1 She went alone into the darkness.
2 He loved the darkness and folded himself into it.
3 All the lower wood was in shadow, almost darkness.
4 He was a man in dark green velveteens and gaiters.
5 It was hardly making darkness among the oaks any more.
6 And then a swimming through, like rats in a dark river.
7 The drizzle of rain drifted greyly past upon the darkness.
8 For the rest, all was grey rain-mist and complete darkness.
9 He went down again into the darkness and seclusion of the wood.
10 His eyes seemed full of a warm, soft darkness that could not think.

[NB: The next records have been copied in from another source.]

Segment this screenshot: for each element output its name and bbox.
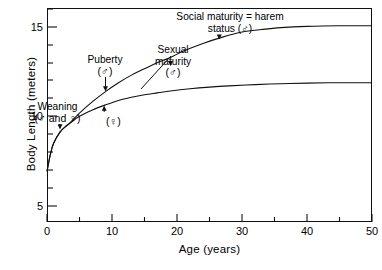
annotation-puberty-line1: Puberty xyxy=(73,54,137,66)
annotation-weaning-line1: Weaning xyxy=(10,101,105,113)
annotation-sexual-line1: Sexual xyxy=(144,44,202,56)
annotation-puberty-line2: (♂) xyxy=(73,66,137,78)
annotation-sexual-line3: (♂) xyxy=(144,67,202,79)
annotation-sexual-maturity: Sexual maturity (♂) xyxy=(144,44,202,79)
chart-vector-layer xyxy=(0,0,382,270)
growth-curve-female xyxy=(47,83,372,172)
annotation-puberty-female-label: (♀) xyxy=(106,116,121,128)
chart-figure: 15 10 5 0 10 20 30 40 50 Body Length (me… xyxy=(0,0,382,270)
annotation-weaning-line2: (♂ and ♀) xyxy=(10,113,105,125)
annotation-social-line2: status (♂) xyxy=(150,23,310,35)
growth-curve-male xyxy=(47,26,372,172)
annotation-puberty: Puberty (♂) xyxy=(73,54,137,77)
annotation-social-line1: Social maturity = harem xyxy=(150,11,310,23)
annotation-weaning: Weaning (♂ and ♀) xyxy=(10,101,105,124)
annotation-social-maturity: Social maturity = harem status (♂) xyxy=(150,11,310,34)
x-axis-ticks xyxy=(47,214,372,222)
annotation-puberty-female: (♀) xyxy=(106,116,121,128)
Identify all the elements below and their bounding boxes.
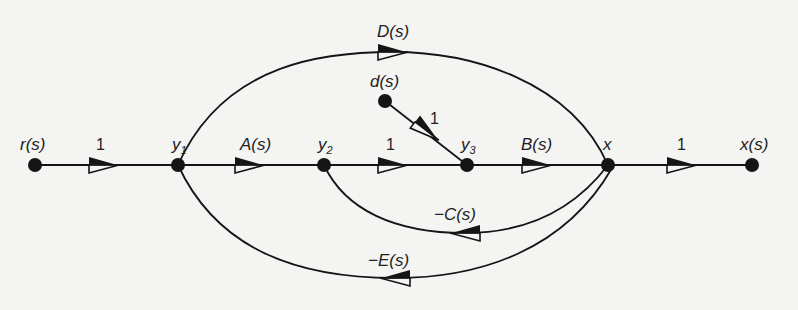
label-x: x: [602, 135, 612, 154]
gain-y1-y2: A(s): [239, 135, 271, 154]
gain-r-y1: 1: [96, 136, 105, 153]
arrow-e-feedback: [380, 270, 410, 286]
gain-e-feedback: −E(s): [368, 251, 409, 270]
node-y1: [171, 158, 185, 172]
label-y2: y2: [317, 135, 333, 156]
arrow-y1-y2: [235, 157, 265, 173]
arrow-y3-x: [522, 157, 552, 173]
node-y3: [460, 158, 474, 172]
gain-y2-y3: 1: [386, 136, 395, 153]
label-r: r(s): [20, 135, 45, 154]
node-r: [28, 158, 42, 172]
arrow-c-feedback: [450, 225, 480, 241]
arrow-d-arc: [378, 44, 408, 60]
node-xs: [745, 158, 759, 172]
arrow-y2-y3: [378, 157, 408, 173]
label-xs: x(s): [739, 135, 768, 154]
arrow-r-y1: [89, 157, 119, 173]
gain-x-xs: 1: [677, 136, 686, 153]
label-y1: y1: [171, 135, 187, 156]
gain-y3-x: B(s): [521, 135, 552, 154]
gain-d-y3: 1: [430, 110, 439, 127]
node-y2: [317, 158, 331, 172]
arrow-x-xs: [667, 157, 697, 173]
node-x: [601, 158, 615, 172]
node-d: [378, 94, 392, 108]
label-d: d(s): [370, 72, 399, 91]
gain-c-feedback: −C(s): [434, 205, 476, 224]
label-y3: y3: [460, 135, 477, 156]
signal-flow-graph: r(s) y1 y2 y3 x x(s) d(s) 1 A(s) 1 B(s) …: [0, 0, 798, 310]
gain-d-arc: D(s): [377, 22, 409, 41]
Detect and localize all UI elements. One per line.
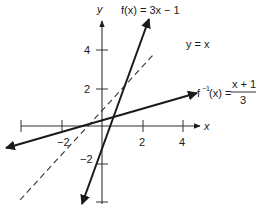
x-tick-label-neg2: −2: [57, 136, 70, 148]
y-tick-label-neg2: −2: [80, 153, 93, 165]
y-tick-label-2: 2: [84, 83, 90, 95]
function-inverse-graph: −2 2 4 x 4 2 −2 y f(x) = 3x − 1 y = x f …: [0, 0, 262, 214]
x-axis-label: x: [203, 120, 210, 132]
function-line: [82, 19, 149, 204]
svg-text:x + 1: x + 1: [232, 78, 256, 90]
x-tick-label-4: 4: [179, 136, 185, 148]
x-axis: −2 2 4 x: [21, 120, 210, 148]
svg-text:(x) =: (x) =: [209, 87, 231, 99]
svg-text:f: f: [197, 87, 201, 99]
y-tick-label-4: 4: [84, 44, 90, 56]
identity-line: [20, 55, 153, 200]
identity-label: y = x: [186, 38, 210, 50]
x-tick-label-2: 2: [139, 136, 145, 148]
y-axis-label: y: [96, 3, 104, 15]
svg-text:3: 3: [240, 94, 246, 106]
y-axis: 4 2 −2 y: [80, 3, 108, 204]
inverse-function-label: f −1 (x) = x + 1 3: [197, 78, 256, 106]
function-label: f(x) = 3x − 1: [121, 4, 180, 16]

11 'One man's meat is another man's poison,' he said, out of the darkness.
12 It was cold on this hillside, and not a flower in the darkness of larches.
13 He drew her dress in the darkness down over her knees and stood a few moments, apparently adjusting his own clothing.
14 Clifford started the little engine, the man carefully turned the chair, and set it nose-forwards to the incline that curved gently to the dark hazel thicket.
15 Even above the hissing boom of the larchwood, that spread its bristling, leafless, wolfish darkness on the down-slope, she heard the tinkle as of tiny water-bells.
16 And it seemed she was like the sea, nothing but dark waves rising and heaving, heaving with a great swell, so that slowly her whole darkness was in motion, and she was Ocean rolling its dark, dumb mass.
17 Only a dank ride in a motor-car up a dark, damp drive, burrowing through gloomy trees, out to the slope of the park where grey damp sheep were feeding, to the knoll where the house spread its dark brown facade, and the housekeeper and her husband were hovering, like unsure tenants on the face of the earth, ready to stammer a welcome.